Still, you have to admit that Radiohead’s foray into a completely independent album release process – no prepackaged compact discs, no record label, just the band and its music – came across as quite a success.
It takes a lot of guts to do what Radiohead did. To put yourself out in public, naked, without the safety net of a record contract, with nothing but your music, your entire lifeblood, for people to take or leave as they feel driven.
If you fail, you lose out on thousands – millions, maybe – of dollars. Or, as Radiohead has shown, you could bypass all of the bureaucratic bullshit and make millions without filtering it through anyone.
I keep thinking – who benefits from this? Probably only a select few. The independent band hasn’t built up the loyalty to expect long-standing fans to help buck the system. A lot of mainstream artists couldn’t get away with it either – after all, the fans of many popular musicians aren’t as loyal. They have no emotional connection. They will take music for free because they don’t care about the performers, don’t feel as though they’ve been with them since the beginning.
Radiohead, like Pearl Jam or Nine Inch Nails, has the luxury of being a mainstream artist with a surprisingly loyal fan base – the type of fans that would be willing to shell out money for new music even if they don’t have to. I know. I was one of them. I paid $5.00 for the 10 tracks.
In fact, I may have overpaid. Sure, I may have the benefit of feeling honest and warm and fuzzy by legitimately paying.
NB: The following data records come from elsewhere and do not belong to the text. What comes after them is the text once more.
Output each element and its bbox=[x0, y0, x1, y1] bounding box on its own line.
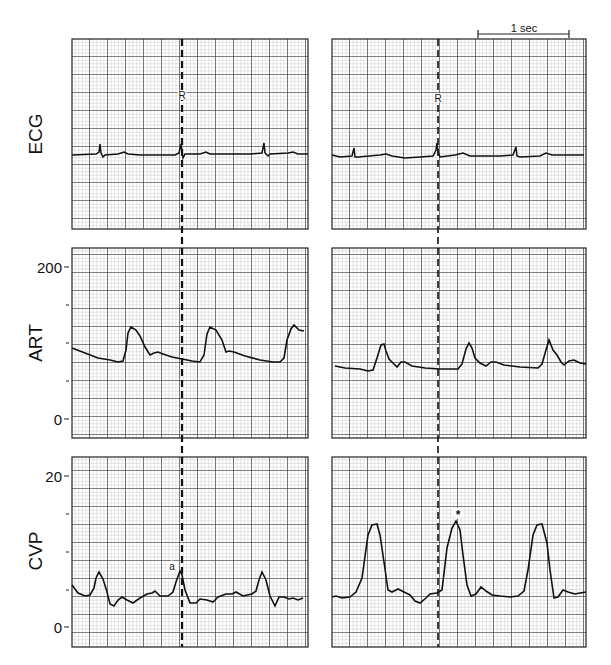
hemodynamic-strip-figure: ECG ART CVP 200 0 20 0 1 sec R R bbox=[0, 0, 611, 665]
row-label-ecg: ECG bbox=[25, 113, 46, 154]
art-tick-200: 200 bbox=[37, 259, 62, 276]
scale-bar-label: 1 sec bbox=[511, 22, 538, 34]
row-label-art: ART bbox=[25, 324, 46, 362]
svg-text:R: R bbox=[178, 90, 185, 101]
row-label-cvp: CVP bbox=[25, 531, 46, 570]
panel-ecg-right bbox=[332, 39, 586, 229]
art-y-axis bbox=[64, 267, 69, 419]
panel-ecg-left bbox=[72, 39, 308, 229]
annotation-r-left: R bbox=[177, 90, 187, 101]
panel-art-left bbox=[72, 248, 308, 438]
art-tick-0: 0 bbox=[54, 411, 62, 428]
svg-text:*: * bbox=[456, 508, 461, 522]
cvp-tick-0: 0 bbox=[54, 619, 62, 636]
annotation-r-right: R bbox=[433, 93, 443, 104]
svg-text:R: R bbox=[434, 93, 441, 104]
panel-cvp-left bbox=[72, 457, 308, 647]
cvp-y-axis bbox=[64, 476, 69, 627]
cvp-tick-20: 20 bbox=[45, 468, 62, 485]
svg-text:a: a bbox=[169, 561, 175, 572]
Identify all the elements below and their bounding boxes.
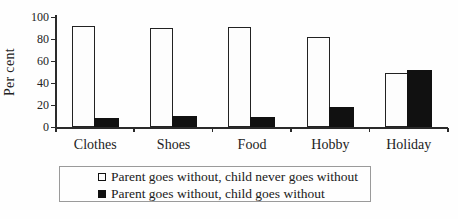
category-label-shoes: Shoes xyxy=(134,137,212,153)
category-label-food: Food xyxy=(213,137,291,153)
bar-holiday-child-never-goes-without xyxy=(385,73,408,127)
x-axis-tick xyxy=(133,128,135,132)
y-axis-tick xyxy=(51,39,56,41)
y-axis-tick xyxy=(51,105,56,107)
x-axis-tick xyxy=(447,128,449,132)
y-axis-tick xyxy=(51,17,56,19)
category-label-hobby: Hobby xyxy=(291,137,369,153)
bar-holiday-child-goes-without xyxy=(407,70,432,127)
black-square-swatch-icon xyxy=(98,190,106,198)
legend-label: Parent goes without, child goes without xyxy=(111,186,325,201)
legend-label: Parent goes without, child never goes wi… xyxy=(111,169,358,184)
y-axis-tick-label: 60 xyxy=(16,55,49,68)
bar-food-child-goes-without xyxy=(250,117,275,127)
legend-item-child-goes-without: Parent goes without, child goes without xyxy=(98,185,370,202)
y-axis-tick-label: 100 xyxy=(16,11,49,24)
bar-shoes-child-never-goes-without xyxy=(150,28,173,127)
y-axis-tick-label: 20 xyxy=(16,99,49,112)
category-label-clothes: Clothes xyxy=(56,137,134,153)
x-axis-tick xyxy=(55,128,57,132)
bar-clothes-child-goes-without xyxy=(94,118,119,127)
white-square-swatch-icon xyxy=(98,173,106,181)
bar-clothes-child-never-goes-without xyxy=(72,26,95,127)
bar-hobby-child-goes-without xyxy=(329,107,354,127)
bar-food-child-never-goes-without xyxy=(228,27,251,127)
category-label-holiday: Holiday xyxy=(370,137,448,153)
y-axis-tick-label: 40 xyxy=(16,77,49,90)
x-axis-tick xyxy=(290,128,292,132)
x-axis-tick xyxy=(369,128,371,132)
bar-shoes-child-goes-without xyxy=(172,116,197,127)
legend-box: Parent goes without, child never goes wi… xyxy=(59,166,371,202)
legend-item-child-never-goes-without: Parent goes without, child never goes wi… xyxy=(98,168,370,185)
y-axis-tick xyxy=(51,83,56,85)
y-axis-tick-label: 80 xyxy=(16,33,49,46)
y-axis-title: Per cent xyxy=(2,38,18,106)
x-axis-tick xyxy=(212,128,214,132)
y-axis-tick-label: 0 xyxy=(16,121,49,134)
bar-hobby-child-never-goes-without xyxy=(307,37,330,127)
y-axis-tick xyxy=(51,61,56,63)
y-axis-line xyxy=(55,15,57,128)
bar-chart-figure: Per cent 020406080100ClothesShoesFoodHob… xyxy=(0,0,458,219)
But it doesn’t change the fact that I was screwed – that thousands of people received the exact same album for free, that I, when compared to other people, paid too much for my music. Was I goaded into it by guilt? Was I acting as a true fan? Or was I just a sucker?
It was all pre-meditated, I think. Radiohead knew that a good chunk of people wouldn’t pay for the music. It’s commonly known that, when it comes to digital music, those who want, take. There’s no need to pay for music if you know the ways around it. So they weren’t getting those dollars anyway. Why worry about that? Instead, they focused on the people they knew would pay. And pay they did.
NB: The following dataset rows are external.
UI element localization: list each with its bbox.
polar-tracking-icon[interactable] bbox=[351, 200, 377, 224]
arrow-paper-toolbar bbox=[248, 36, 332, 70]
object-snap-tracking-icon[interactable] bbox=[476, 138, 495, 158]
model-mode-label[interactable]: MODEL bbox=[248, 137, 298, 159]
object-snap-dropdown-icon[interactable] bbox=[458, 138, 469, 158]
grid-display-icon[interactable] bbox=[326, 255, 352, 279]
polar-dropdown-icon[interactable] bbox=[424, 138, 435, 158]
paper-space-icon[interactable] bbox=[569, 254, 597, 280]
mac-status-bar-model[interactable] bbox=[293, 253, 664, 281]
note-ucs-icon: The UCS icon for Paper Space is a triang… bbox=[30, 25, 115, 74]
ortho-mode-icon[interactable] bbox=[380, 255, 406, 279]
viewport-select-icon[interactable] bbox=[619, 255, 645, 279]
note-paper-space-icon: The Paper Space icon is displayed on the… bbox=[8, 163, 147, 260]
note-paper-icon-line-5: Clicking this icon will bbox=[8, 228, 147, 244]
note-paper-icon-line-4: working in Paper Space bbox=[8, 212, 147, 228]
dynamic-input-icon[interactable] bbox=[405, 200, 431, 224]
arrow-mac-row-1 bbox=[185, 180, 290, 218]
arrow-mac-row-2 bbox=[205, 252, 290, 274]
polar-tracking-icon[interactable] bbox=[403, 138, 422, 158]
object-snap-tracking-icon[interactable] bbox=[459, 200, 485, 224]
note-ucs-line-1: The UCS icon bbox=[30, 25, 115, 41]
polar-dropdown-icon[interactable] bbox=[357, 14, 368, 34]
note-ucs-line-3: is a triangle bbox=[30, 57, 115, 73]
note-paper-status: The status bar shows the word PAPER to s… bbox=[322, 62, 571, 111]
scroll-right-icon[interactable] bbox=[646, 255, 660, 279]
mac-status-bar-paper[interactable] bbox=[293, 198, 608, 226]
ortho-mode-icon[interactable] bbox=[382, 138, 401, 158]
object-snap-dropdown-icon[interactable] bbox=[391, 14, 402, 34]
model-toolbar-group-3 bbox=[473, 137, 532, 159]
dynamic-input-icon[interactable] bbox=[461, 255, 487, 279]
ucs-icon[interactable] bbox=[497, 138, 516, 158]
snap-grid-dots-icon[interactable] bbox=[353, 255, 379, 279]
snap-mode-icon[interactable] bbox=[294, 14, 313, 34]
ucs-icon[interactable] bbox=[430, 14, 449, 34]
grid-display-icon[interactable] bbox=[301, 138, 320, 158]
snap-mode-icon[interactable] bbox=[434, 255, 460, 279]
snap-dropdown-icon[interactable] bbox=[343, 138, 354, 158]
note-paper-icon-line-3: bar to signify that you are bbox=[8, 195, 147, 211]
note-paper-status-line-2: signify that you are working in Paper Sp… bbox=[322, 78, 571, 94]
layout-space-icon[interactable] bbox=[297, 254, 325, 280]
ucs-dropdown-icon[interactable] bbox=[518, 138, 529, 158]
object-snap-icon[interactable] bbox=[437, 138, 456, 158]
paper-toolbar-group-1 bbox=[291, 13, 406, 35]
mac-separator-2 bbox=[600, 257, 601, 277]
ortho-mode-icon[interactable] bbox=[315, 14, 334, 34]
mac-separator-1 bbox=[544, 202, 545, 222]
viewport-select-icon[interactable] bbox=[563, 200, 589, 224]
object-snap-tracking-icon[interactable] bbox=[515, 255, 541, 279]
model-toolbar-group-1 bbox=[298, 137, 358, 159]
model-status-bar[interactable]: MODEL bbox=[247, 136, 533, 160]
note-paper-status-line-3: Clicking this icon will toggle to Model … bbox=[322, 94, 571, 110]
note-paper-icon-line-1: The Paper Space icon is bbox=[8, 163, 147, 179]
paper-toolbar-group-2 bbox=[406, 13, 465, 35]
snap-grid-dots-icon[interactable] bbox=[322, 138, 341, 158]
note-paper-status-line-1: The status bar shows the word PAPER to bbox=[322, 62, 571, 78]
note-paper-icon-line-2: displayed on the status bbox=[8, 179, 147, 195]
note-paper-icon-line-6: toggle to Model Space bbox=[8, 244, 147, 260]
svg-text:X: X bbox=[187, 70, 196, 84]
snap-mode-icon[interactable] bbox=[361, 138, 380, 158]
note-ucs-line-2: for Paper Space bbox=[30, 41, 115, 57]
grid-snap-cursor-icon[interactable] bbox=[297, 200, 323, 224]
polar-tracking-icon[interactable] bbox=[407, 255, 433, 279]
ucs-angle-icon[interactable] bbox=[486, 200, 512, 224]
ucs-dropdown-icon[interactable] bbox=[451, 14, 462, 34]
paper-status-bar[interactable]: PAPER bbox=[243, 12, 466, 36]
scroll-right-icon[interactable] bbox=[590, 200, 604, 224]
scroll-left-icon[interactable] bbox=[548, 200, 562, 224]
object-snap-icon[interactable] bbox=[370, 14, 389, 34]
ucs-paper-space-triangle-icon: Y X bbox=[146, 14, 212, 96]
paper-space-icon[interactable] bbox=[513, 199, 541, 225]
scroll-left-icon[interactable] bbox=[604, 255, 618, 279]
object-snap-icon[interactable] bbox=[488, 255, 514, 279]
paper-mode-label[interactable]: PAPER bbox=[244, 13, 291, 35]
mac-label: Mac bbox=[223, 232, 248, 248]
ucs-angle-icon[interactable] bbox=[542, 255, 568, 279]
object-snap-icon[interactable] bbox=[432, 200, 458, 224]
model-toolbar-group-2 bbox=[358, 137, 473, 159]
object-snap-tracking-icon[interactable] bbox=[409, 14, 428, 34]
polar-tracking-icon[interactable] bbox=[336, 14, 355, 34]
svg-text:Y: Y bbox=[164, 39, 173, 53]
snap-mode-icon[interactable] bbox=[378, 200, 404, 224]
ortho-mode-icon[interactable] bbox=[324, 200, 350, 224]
In the meantime, Radiohead have produced an album (which, by the way, is very good) that garnered them not only millions in karmic value points but also millions in real, non-middlemanned Euros. And they’ve set themselves up for another successful run the next time around – a feat of permission marketing, inviting your consumer to tap into the potential of your music and creating a closer culture between band and fan.
So Radiohead might not have changed the world. They might not have done much more than skirt the middleman, pocketing a modest sum while forgoing the conventional wisdom that a record label is needed.
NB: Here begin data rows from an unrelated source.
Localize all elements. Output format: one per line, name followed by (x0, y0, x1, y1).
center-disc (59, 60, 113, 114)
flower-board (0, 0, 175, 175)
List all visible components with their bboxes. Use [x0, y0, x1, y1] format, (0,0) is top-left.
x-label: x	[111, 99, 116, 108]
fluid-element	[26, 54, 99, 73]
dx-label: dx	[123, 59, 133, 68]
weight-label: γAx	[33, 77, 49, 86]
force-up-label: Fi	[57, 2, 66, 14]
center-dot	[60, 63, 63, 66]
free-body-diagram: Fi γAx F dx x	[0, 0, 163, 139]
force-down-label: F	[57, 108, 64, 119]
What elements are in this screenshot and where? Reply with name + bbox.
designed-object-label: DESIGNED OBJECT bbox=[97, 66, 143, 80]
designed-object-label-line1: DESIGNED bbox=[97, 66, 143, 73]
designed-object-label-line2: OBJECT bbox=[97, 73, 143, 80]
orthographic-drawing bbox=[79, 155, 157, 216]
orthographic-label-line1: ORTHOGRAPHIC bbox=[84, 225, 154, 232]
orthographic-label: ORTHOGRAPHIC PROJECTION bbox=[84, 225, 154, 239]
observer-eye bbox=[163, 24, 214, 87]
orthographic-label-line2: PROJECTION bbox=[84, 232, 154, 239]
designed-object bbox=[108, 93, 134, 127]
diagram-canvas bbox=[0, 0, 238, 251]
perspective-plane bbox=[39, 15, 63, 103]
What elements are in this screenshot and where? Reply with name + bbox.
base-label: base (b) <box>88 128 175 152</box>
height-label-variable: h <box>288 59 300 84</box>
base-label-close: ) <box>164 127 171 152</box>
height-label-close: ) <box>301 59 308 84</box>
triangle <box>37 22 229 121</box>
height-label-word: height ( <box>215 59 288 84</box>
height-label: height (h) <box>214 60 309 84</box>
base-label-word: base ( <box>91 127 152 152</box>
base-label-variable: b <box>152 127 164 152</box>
But they did seek change – change from the marketing machine, and change from a lifetime of answering to bigwigs while on their quest for art. And in finding no one suitable to help them, they placed their product on the counter. They waited, achingly prone to failure and bracing for the worst for people to respond.
And what they found is that, like the people in Clerks, they were able to reach out, count their sales, and make their own change.